Everything goes okay and after about 0.8-1.5s the worker sends a response. In worker.onmessage
I perform all the needed DOM actions, but after this Garbage Collector appears and practically blocks the UI for 2 or more seconds depending on CPU. This is really confusing me, because UI blocking is what I want to prevent.
Here's the screenshot of timeline/memory console tab:
As you can see Garbage Collector events happen just after all DOM manipulations. Actually there's only one repaint event (DocumentFragment
is used).
Main js code:
var sortWorker = new Worker('js/contactsorter.js');
sortWorker.onmessage = function(e) {
var messages = [];
e.data.forEach(function(userDoc) {
var contactSection = _drawContact(userDoc);
messages.push(contactSection);
});
meta.append(messages); // this actually appends document fragment as a child
};
sortWorker.postMessage(postMessageData);
contactsorter.js (worker):
onmessage = function(e) {
var uid, output = [], usersStat = {};
// calculations...
postMessage(output);
close();
};
Is there any way to avoid these Garbage Collector events in this place or not?
UPD: it seems to me that Garbage Collector event(s) time depends on data amount that was sent to worker.
UPD2: After shutdown and boot Garbage Collector events happen only twice thus blocking UI for less than a second. Hm?
A memory leak is a situation where unused objects occupy unnecessary space in memory. Unused objects are typically removed by the Java Garbage Collector (GC) but in cases where objects are still being referenced, they are not eligible to be removed.
In computer science, a memory leak is a type of resource leak that occurs when a computer program incorrectly manages memory allocations in a way that memory which is no longer needed is not released. A memory leak may also happen when an object is stored in memory but cannot be accessed by the running code.
Although garbage collection prevents many types of memory leaks, it doesn't prevent all of them. In automatic reference counting systems, such as Perl or Objective-C, memory is leaked whenever there are cyclical references, since the reference count is never decremented to zero.
A Memory Leak is a situation where there are objects present in the heap that are no longer used, but the garbage collector is unable to remove them from memory, and therefore, they're unnecessarily maintained.

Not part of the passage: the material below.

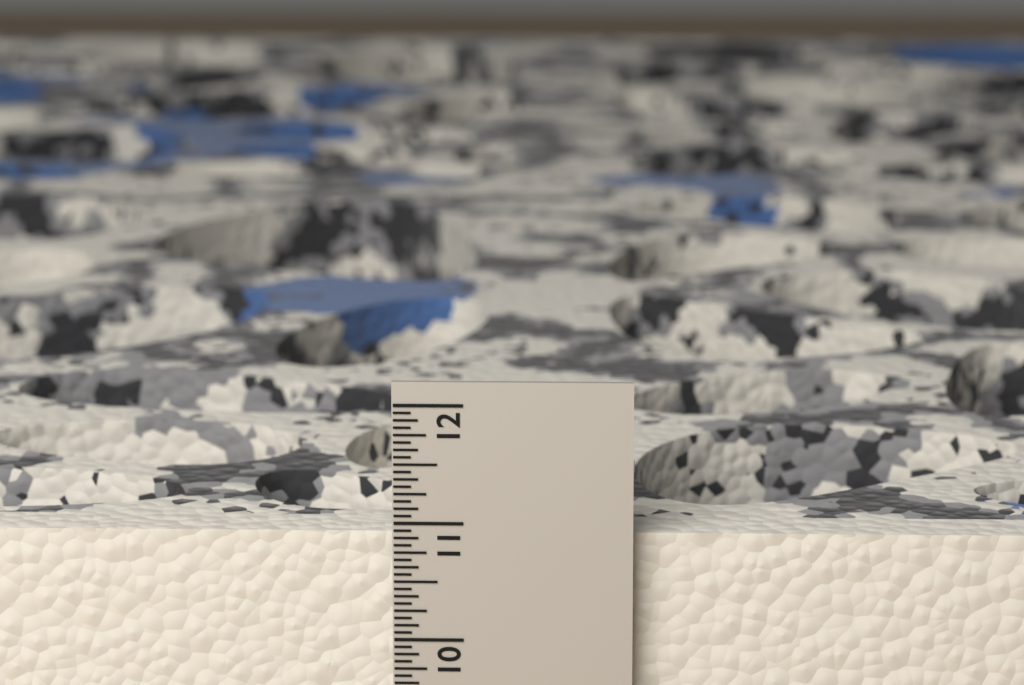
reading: 10.8750 in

One thing to remember with Web Workers, and especially as you have them used in your example, is that you are cloning the object when you send it over to the worker. So lets run through this with a silly example:
Since you said that this was a chrome app (another comment), then maybe you can restructure your code to make use of Transferable Objects to avoid the object Cloning creation of temporary objects etc. Course, to use transferable objects you'd have to restructure as an array buffer and that's a dark magic all of itself.